EXERCISE GOAL: Your answer must repeat all of the entries word for word, without any images.
___
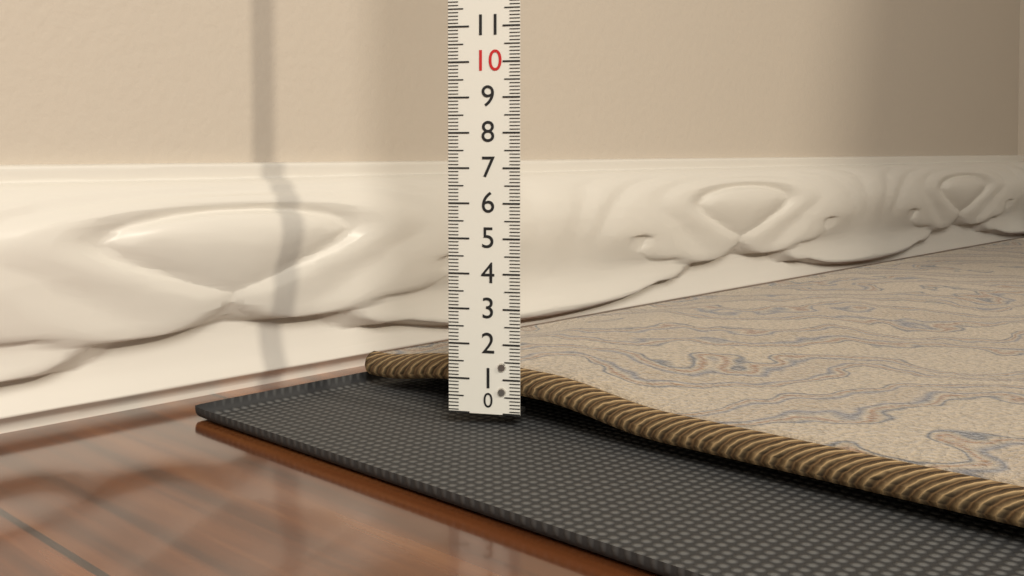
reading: 1.2 (no unit)
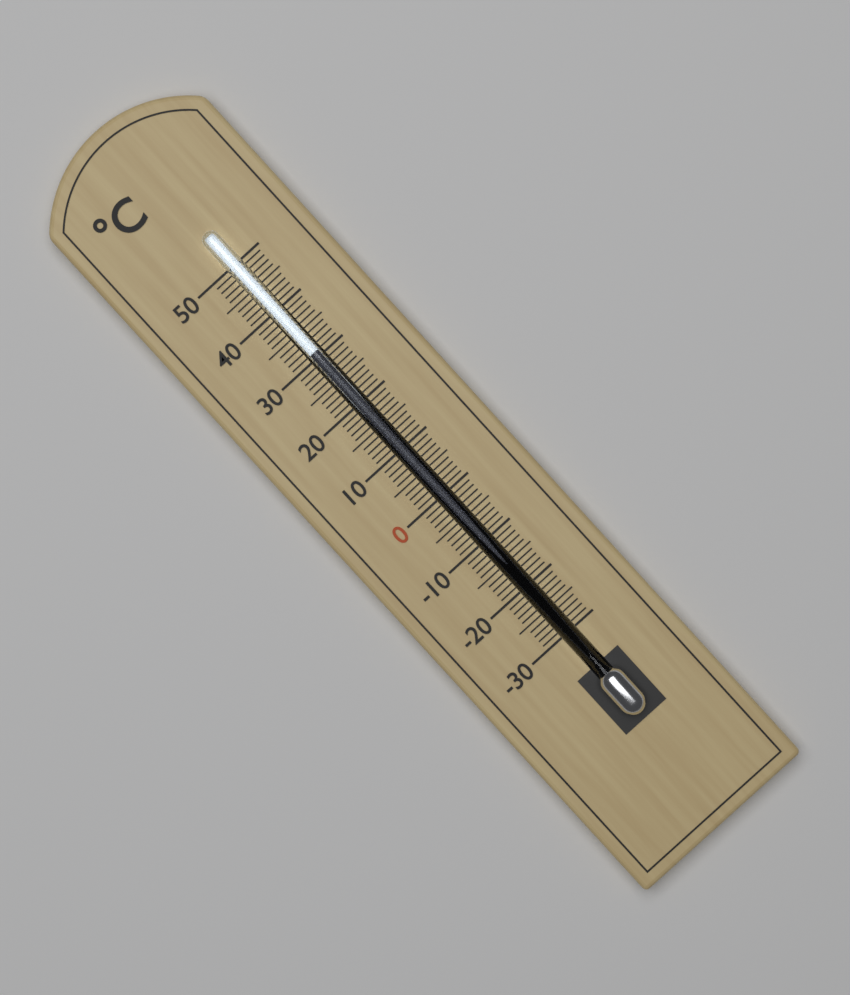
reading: 31 °C
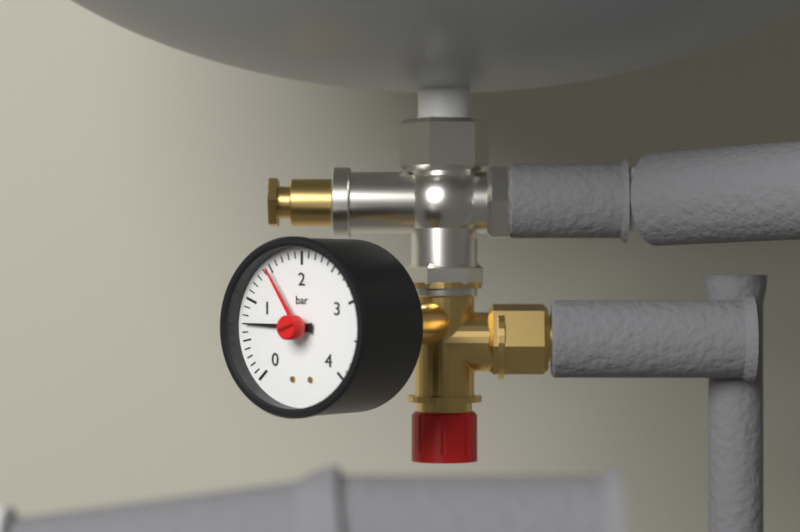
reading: 0.7 bar
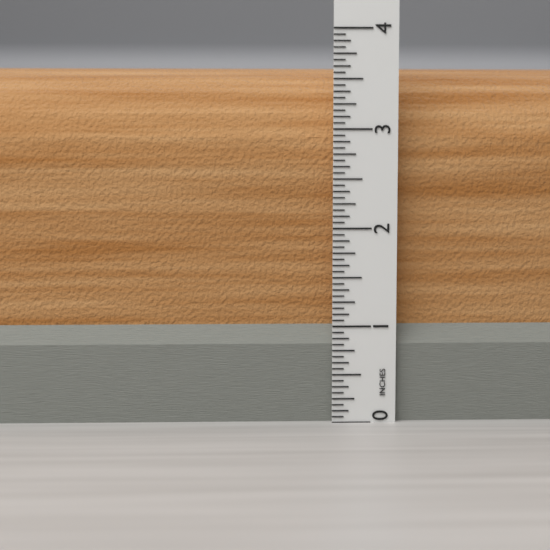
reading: 3.6875 in
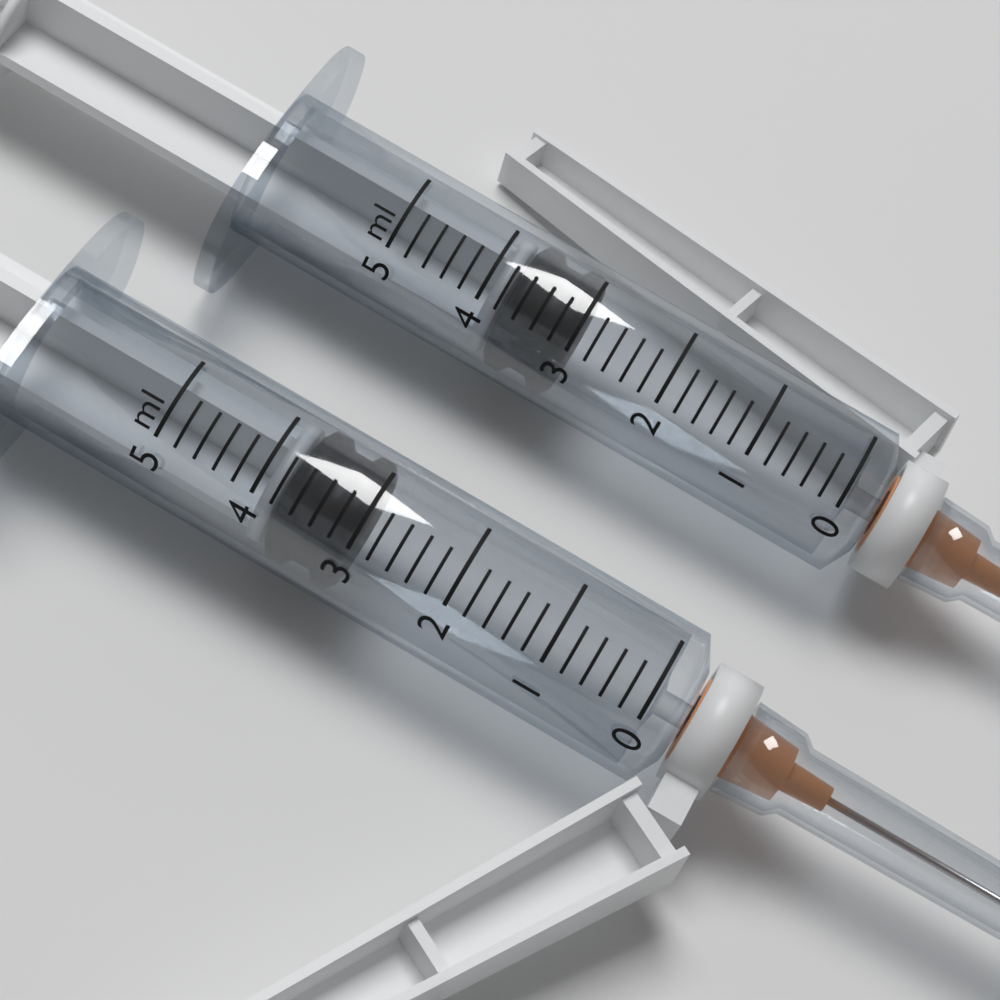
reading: 3.0 ml
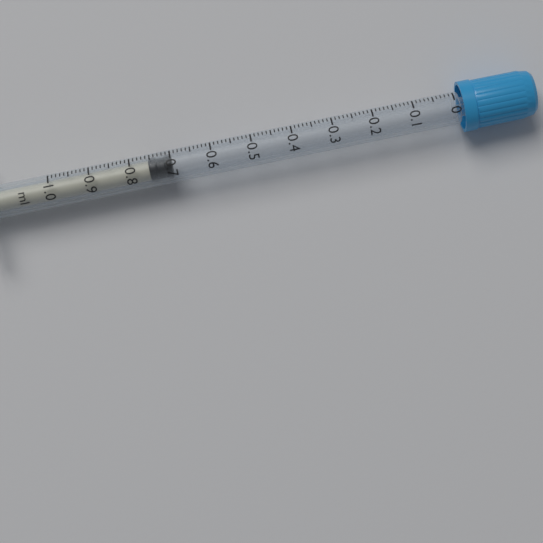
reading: 0.70 ml
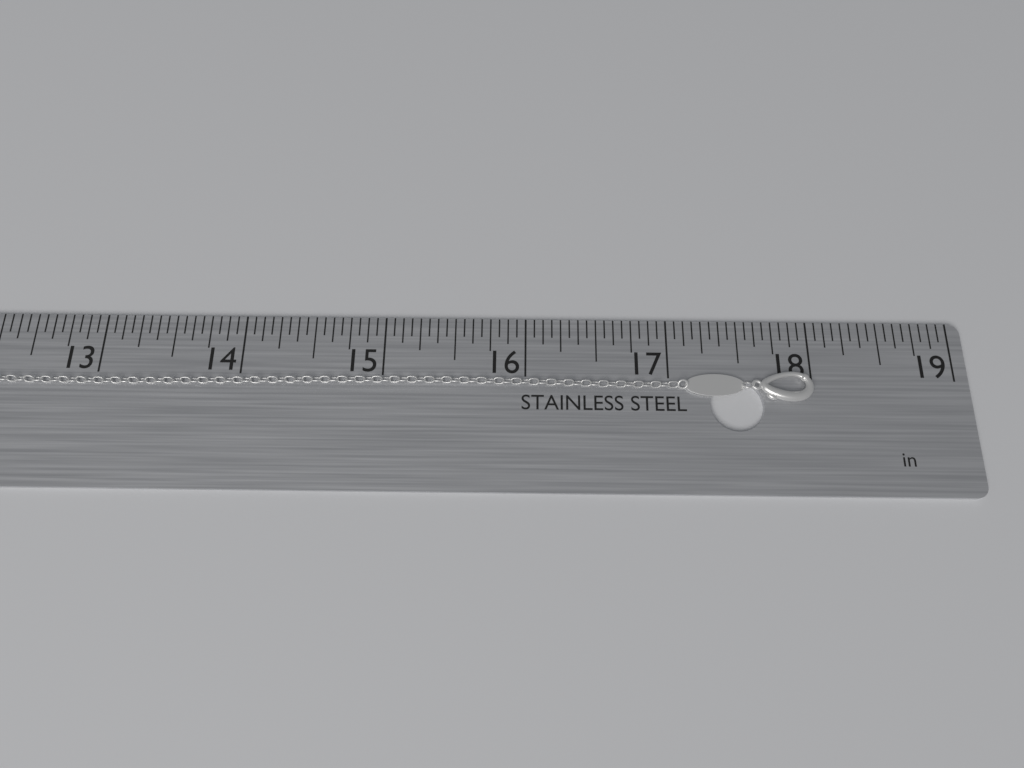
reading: 18.0000 in
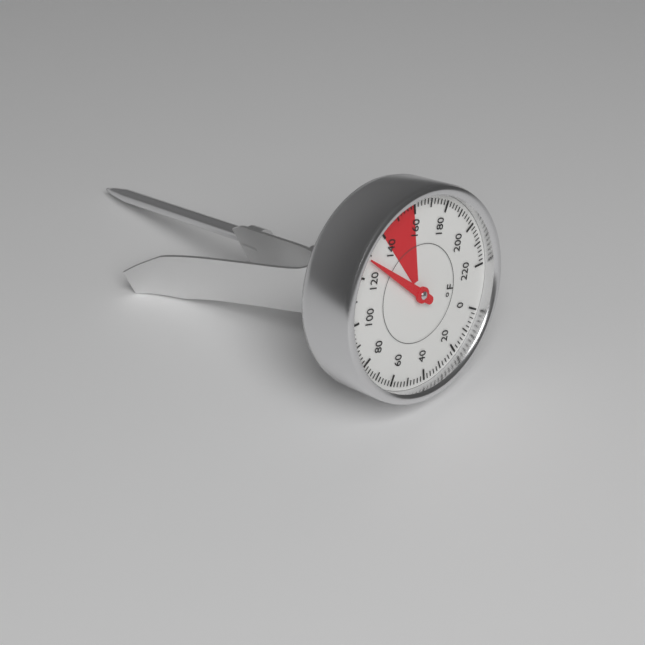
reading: 128 °F
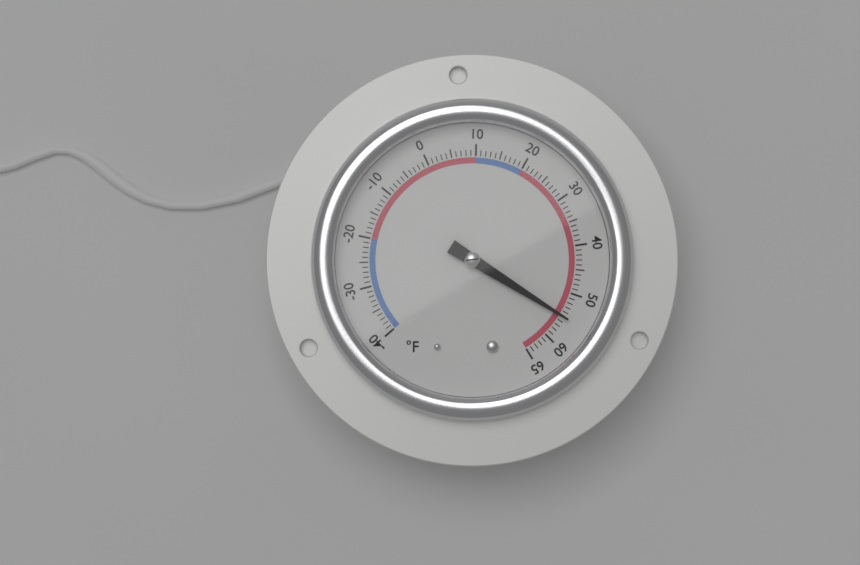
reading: 55 °F
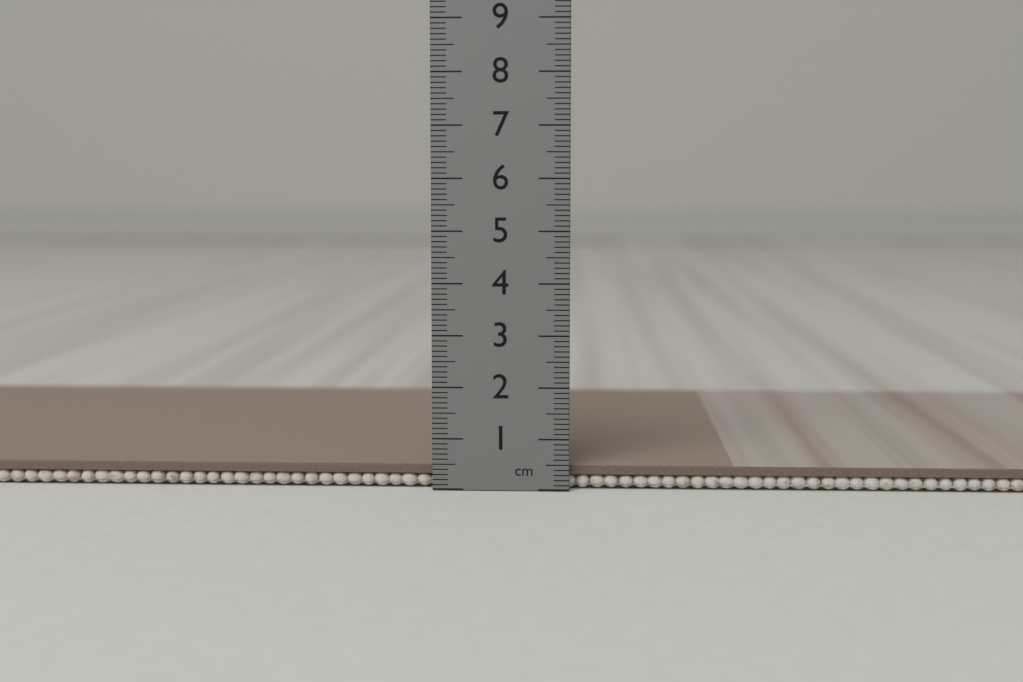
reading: 0.5 cm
___
RESPONSE BOX:
reading: 1.2 (no unit)
reading: 31 °C
reading: 0.7 bar
reading: 3.6875 in
reading: 3.0 ml
reading: 0.70 ml
reading: 18.0000 in
reading: 128 °F
reading: 55 °F
reading: 0.5 cm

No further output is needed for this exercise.